Definition
Response time (or latency) is the time between sending a request and receiving the response, usually measured in milliseconds. For monitoring, it's how long each check takes to complete.
Response time matters even when a service is technically "up." A page that takes 8 seconds to load is failing users in practice, and rising response times are often the first visible symptom of an overloaded system heading toward an outage.
Why It Matters
Slow is the new down. Users abandon slow pages, search engines penalize them, and APIs that respond slowly break the apps that depend on them. Tracking response time lets you catch performance regressions early — before they turn into timeouts and downtime.
How It Works
A monitoring tool times each check from request to response and records the value. Over many checks you get trends, averages, and percentiles. Setting a slow-response threshold lets you alert when response time crosses a level that signals trouble, even while checks still technically succeed.
Real-World Example
An API normally responds in about 180 ms. After a traffic spike, response times climb to 1,400 ms. The monitor's response-time chart shows the regression and a slow-response alert fires — the team scales the database before requests start timing out and causing a real outage.
Best Practices
- Set a slow-response threshold so degradation alerts before downtime
- Track response-time trends, not just the latest value
- Look at percentiles (p95/p99), not only the average
- Monitor response time on critical endpoints specifically
- Correlate spikes with deploys, traffic, and dependency issues
Common Mistakes
- Only checking up/down and ignoring how slow responses are
- Watching averages while tail latency quietly hurts users
- Having no threshold, so slow degradation goes unnoticed
- Measuring response time too infrequently to see trends
- Treating a fast homepage as proof the whole app is fast
In Monitoristic
Monitoristic records response time on every check and charts it over time, so you can spot regressions before they become outages. Pair it with a slow-response threshold to get alerted when an endpoint is up but degrading.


What you are asked to do:
Repeat the lines of the material below exactly, beginning at the one with "Locate human face using format (x1,y1,x2,y2)." and stopping after the last.

Task material:

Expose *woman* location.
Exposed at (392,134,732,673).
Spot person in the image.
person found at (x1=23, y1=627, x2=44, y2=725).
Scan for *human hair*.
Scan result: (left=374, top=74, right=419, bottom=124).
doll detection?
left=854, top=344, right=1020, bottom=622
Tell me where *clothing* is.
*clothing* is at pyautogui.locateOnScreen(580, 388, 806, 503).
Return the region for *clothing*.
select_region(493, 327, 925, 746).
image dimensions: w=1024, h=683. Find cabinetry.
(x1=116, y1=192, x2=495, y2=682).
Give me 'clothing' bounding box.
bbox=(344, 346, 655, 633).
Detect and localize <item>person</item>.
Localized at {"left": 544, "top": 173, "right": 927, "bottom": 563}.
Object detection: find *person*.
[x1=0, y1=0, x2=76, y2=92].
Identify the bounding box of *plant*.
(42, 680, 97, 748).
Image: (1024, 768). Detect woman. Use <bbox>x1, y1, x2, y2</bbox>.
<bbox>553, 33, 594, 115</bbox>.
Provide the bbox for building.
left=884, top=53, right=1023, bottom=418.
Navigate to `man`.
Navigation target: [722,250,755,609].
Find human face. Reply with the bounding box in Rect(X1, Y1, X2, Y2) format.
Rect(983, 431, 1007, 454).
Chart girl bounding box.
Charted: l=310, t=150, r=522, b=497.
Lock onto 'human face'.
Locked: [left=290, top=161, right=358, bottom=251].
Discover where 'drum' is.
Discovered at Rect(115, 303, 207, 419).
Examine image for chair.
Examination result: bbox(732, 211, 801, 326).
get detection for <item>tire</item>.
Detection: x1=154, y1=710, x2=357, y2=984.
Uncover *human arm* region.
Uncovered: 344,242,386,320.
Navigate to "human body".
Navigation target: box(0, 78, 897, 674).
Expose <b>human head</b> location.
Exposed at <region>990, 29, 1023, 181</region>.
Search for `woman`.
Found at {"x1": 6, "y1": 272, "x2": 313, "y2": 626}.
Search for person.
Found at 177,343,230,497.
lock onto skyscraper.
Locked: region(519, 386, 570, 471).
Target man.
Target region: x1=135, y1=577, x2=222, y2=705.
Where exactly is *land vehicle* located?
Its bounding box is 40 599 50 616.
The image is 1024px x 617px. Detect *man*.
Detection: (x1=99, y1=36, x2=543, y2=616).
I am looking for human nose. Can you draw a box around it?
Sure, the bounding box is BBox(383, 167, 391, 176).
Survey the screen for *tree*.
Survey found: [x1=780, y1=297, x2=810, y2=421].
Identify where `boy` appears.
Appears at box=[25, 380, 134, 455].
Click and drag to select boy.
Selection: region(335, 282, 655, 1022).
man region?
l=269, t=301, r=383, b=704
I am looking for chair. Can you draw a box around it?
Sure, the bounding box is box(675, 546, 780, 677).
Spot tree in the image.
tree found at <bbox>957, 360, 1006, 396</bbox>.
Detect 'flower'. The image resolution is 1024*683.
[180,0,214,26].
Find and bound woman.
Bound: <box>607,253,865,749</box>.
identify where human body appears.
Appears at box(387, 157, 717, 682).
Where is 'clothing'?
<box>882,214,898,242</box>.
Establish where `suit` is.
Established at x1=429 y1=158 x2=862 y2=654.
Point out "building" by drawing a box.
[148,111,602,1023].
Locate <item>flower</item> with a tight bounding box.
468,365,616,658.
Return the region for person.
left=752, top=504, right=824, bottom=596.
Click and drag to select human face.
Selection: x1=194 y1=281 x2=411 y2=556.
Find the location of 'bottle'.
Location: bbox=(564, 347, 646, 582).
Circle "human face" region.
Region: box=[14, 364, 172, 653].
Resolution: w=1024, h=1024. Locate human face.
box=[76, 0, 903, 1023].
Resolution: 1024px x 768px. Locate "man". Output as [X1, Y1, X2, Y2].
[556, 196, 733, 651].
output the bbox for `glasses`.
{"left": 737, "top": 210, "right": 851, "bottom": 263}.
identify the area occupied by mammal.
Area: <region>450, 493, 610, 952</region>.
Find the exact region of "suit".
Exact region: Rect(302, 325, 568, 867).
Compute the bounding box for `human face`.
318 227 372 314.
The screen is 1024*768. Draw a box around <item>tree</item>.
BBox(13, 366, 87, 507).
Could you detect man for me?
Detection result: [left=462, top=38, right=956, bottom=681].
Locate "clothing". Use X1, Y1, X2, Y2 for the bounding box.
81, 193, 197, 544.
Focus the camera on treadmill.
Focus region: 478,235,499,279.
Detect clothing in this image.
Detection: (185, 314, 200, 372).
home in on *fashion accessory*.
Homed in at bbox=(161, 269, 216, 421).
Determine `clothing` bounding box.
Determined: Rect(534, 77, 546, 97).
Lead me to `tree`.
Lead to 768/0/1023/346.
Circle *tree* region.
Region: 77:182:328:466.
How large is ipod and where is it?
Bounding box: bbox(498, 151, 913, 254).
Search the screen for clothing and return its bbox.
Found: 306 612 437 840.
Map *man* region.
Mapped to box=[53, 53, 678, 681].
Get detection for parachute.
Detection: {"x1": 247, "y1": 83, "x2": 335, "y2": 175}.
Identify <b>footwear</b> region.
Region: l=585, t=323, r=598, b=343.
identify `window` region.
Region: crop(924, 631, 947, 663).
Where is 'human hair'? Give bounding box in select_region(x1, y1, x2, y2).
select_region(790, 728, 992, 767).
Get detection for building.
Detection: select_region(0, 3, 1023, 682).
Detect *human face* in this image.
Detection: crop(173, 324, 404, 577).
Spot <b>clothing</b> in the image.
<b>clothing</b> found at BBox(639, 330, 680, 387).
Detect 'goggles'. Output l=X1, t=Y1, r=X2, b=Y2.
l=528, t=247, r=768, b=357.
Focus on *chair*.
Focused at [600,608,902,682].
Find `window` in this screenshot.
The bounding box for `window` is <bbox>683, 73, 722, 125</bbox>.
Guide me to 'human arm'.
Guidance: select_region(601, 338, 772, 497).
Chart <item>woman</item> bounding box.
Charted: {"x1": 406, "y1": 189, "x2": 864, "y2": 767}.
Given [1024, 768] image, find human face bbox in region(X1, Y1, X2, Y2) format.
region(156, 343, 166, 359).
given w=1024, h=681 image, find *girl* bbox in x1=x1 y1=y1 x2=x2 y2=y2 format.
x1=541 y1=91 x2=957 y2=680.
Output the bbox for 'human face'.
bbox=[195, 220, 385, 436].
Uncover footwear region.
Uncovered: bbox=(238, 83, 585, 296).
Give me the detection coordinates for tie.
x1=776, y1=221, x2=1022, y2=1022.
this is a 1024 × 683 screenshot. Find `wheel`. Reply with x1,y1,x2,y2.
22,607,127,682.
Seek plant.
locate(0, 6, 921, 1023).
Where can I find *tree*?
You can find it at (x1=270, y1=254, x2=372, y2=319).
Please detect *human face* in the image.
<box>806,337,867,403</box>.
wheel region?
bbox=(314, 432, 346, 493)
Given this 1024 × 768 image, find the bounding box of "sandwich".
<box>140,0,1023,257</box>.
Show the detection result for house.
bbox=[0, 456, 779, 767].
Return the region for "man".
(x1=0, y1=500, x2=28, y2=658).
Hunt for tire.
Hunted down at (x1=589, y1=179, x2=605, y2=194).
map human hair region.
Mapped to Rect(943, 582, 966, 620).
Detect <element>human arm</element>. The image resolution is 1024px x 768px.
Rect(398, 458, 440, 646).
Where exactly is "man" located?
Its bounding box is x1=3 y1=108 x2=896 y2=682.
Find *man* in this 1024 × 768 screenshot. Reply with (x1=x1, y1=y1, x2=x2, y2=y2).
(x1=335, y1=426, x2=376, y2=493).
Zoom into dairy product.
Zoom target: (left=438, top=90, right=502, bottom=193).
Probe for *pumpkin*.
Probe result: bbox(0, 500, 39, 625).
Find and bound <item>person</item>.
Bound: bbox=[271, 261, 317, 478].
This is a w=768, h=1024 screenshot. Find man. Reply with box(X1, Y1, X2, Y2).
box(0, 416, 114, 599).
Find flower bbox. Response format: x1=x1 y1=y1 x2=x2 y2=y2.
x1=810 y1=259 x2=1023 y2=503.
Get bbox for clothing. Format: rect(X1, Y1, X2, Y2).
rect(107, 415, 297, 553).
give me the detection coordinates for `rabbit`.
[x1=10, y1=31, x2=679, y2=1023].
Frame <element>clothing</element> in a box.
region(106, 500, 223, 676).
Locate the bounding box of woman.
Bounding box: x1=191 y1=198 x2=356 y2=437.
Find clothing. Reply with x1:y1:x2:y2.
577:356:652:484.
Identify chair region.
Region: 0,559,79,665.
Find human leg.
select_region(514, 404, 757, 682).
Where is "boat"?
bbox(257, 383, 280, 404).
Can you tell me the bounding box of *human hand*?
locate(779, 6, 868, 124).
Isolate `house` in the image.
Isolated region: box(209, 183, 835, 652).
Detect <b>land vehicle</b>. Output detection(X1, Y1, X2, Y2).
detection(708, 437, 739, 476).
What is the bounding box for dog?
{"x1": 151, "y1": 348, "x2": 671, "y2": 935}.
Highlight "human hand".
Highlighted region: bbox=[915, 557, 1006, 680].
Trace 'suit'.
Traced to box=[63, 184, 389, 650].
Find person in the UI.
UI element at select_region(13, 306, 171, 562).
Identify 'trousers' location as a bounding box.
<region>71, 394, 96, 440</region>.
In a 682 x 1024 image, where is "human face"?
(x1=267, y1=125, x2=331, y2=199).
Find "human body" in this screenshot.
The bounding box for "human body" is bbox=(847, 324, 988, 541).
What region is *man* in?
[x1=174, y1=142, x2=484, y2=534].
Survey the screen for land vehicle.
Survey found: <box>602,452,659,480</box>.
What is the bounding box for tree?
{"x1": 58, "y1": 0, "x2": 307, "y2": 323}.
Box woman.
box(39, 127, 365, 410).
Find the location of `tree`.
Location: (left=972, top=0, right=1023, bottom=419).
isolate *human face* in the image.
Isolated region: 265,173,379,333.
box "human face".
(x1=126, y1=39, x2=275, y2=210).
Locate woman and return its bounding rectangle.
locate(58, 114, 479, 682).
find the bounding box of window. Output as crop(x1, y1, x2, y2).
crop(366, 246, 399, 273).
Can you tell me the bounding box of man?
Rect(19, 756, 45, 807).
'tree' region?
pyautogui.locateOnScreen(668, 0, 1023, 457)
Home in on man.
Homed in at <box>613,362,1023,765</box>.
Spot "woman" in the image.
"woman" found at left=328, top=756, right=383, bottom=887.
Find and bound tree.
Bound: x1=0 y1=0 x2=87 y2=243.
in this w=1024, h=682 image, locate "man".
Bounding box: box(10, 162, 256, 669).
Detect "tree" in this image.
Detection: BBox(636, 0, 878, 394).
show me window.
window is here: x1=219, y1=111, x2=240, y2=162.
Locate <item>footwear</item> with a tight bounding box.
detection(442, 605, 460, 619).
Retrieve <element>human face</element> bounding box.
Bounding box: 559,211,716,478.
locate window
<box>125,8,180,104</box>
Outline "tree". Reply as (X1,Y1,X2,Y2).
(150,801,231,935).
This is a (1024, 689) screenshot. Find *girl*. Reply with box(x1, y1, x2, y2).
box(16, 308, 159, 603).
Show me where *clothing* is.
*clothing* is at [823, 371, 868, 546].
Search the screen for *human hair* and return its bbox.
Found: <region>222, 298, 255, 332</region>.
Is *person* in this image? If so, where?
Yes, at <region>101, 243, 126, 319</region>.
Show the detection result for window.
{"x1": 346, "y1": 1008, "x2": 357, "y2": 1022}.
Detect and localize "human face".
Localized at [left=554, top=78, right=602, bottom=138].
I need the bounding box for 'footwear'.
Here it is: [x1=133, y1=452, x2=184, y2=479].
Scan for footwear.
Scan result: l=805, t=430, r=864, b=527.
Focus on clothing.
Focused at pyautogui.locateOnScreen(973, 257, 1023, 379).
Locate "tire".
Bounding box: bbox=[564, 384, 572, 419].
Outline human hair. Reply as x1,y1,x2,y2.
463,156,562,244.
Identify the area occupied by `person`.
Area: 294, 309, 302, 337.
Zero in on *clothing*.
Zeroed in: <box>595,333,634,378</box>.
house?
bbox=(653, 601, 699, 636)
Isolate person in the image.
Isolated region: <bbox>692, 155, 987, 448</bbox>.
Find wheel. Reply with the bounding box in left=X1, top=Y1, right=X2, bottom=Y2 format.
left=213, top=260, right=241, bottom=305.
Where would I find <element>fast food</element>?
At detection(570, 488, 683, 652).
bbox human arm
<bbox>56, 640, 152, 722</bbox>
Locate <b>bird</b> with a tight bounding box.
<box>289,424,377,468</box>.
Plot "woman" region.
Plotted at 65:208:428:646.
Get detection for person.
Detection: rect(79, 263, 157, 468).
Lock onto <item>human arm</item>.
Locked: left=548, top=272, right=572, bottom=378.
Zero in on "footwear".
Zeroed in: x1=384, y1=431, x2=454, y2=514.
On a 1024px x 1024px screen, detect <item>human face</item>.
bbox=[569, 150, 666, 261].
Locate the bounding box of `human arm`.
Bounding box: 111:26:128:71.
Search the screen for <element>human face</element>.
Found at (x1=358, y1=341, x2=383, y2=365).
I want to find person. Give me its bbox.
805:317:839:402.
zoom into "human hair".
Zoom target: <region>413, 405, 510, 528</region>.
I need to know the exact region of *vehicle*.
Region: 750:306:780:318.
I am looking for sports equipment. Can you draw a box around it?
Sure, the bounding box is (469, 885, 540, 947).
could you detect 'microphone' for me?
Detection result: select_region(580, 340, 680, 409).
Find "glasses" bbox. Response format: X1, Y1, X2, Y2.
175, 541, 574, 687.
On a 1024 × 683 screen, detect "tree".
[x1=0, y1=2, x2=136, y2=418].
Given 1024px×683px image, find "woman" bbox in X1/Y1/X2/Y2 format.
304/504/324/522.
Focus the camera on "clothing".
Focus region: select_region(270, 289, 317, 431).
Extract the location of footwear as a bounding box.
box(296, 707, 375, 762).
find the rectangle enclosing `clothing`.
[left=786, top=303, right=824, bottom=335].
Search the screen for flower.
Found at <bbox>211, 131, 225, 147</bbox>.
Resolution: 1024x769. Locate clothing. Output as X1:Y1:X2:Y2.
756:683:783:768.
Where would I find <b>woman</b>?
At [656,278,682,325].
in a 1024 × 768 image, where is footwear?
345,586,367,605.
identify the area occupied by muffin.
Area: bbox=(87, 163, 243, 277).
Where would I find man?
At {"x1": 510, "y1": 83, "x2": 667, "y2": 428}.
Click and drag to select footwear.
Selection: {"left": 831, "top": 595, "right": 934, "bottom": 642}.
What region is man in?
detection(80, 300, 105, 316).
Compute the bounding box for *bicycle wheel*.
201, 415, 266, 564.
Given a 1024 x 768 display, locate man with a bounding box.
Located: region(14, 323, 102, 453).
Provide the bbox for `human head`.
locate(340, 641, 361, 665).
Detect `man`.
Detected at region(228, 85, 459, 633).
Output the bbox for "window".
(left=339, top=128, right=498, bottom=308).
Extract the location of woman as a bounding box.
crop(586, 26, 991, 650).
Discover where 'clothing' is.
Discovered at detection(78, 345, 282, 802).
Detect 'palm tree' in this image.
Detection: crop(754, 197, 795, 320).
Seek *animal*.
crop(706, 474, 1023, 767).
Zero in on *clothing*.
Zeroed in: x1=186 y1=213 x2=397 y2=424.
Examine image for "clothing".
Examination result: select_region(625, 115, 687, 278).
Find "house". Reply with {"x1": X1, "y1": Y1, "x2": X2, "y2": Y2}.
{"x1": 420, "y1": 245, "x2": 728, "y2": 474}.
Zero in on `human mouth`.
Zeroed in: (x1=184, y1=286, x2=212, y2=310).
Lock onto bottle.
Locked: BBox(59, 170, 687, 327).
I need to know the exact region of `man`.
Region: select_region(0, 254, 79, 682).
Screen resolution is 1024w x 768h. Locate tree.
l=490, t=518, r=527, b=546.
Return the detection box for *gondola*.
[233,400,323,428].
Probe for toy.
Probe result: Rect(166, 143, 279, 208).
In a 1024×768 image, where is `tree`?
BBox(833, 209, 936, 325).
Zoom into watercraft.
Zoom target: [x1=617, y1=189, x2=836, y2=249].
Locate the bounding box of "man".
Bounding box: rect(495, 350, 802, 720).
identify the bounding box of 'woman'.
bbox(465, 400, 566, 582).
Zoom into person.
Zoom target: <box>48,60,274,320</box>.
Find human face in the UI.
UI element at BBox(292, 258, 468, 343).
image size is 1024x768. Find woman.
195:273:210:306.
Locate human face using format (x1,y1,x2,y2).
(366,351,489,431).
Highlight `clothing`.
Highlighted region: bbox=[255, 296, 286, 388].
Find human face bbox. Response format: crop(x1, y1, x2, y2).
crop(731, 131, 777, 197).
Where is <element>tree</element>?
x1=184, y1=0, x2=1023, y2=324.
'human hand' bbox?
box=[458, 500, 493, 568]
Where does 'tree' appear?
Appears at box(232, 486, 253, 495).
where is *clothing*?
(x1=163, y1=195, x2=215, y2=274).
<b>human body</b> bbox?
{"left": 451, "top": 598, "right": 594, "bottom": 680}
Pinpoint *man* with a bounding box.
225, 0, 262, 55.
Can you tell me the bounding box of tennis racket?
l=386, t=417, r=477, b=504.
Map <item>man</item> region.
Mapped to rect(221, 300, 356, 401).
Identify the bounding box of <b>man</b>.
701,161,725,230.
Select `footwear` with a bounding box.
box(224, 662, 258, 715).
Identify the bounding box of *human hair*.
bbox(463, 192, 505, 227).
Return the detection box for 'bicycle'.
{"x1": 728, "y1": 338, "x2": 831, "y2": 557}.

Expected answer:
Locate human face using format (x1,y1,x2,y2).
(366,351,489,431).
Highlight `clothing`.
Highlighted region: bbox=[255, 296, 286, 388].
Find human face bbox. Response format: crop(x1, y1, x2, y2).
crop(731, 131, 777, 197).
Where is <element>tree</element>?
x1=184, y1=0, x2=1023, y2=324.
'human hand' bbox?
box=[458, 500, 493, 568]
Where does 'tree' appear?
Appears at box(232, 486, 253, 495).
where is *clothing*?
(x1=163, y1=195, x2=215, y2=274).
<b>human body</b> bbox?
{"left": 451, "top": 598, "right": 594, "bottom": 680}
Pinpoint *man* with a bounding box.
225, 0, 262, 55.
Can you tell me the bounding box of tennis racket?
l=386, t=417, r=477, b=504.
Map <item>man</item> region.
Mapped to rect(221, 300, 356, 401).
Identify the bounding box of <b>man</b>.
701,161,725,230.
Select `footwear` with a bounding box.
box(224, 662, 258, 715).
Identify the bounding box of *human hair*.
bbox(463, 192, 505, 227).
Return the detection box for 'bicycle'.
{"x1": 728, "y1": 338, "x2": 831, "y2": 557}.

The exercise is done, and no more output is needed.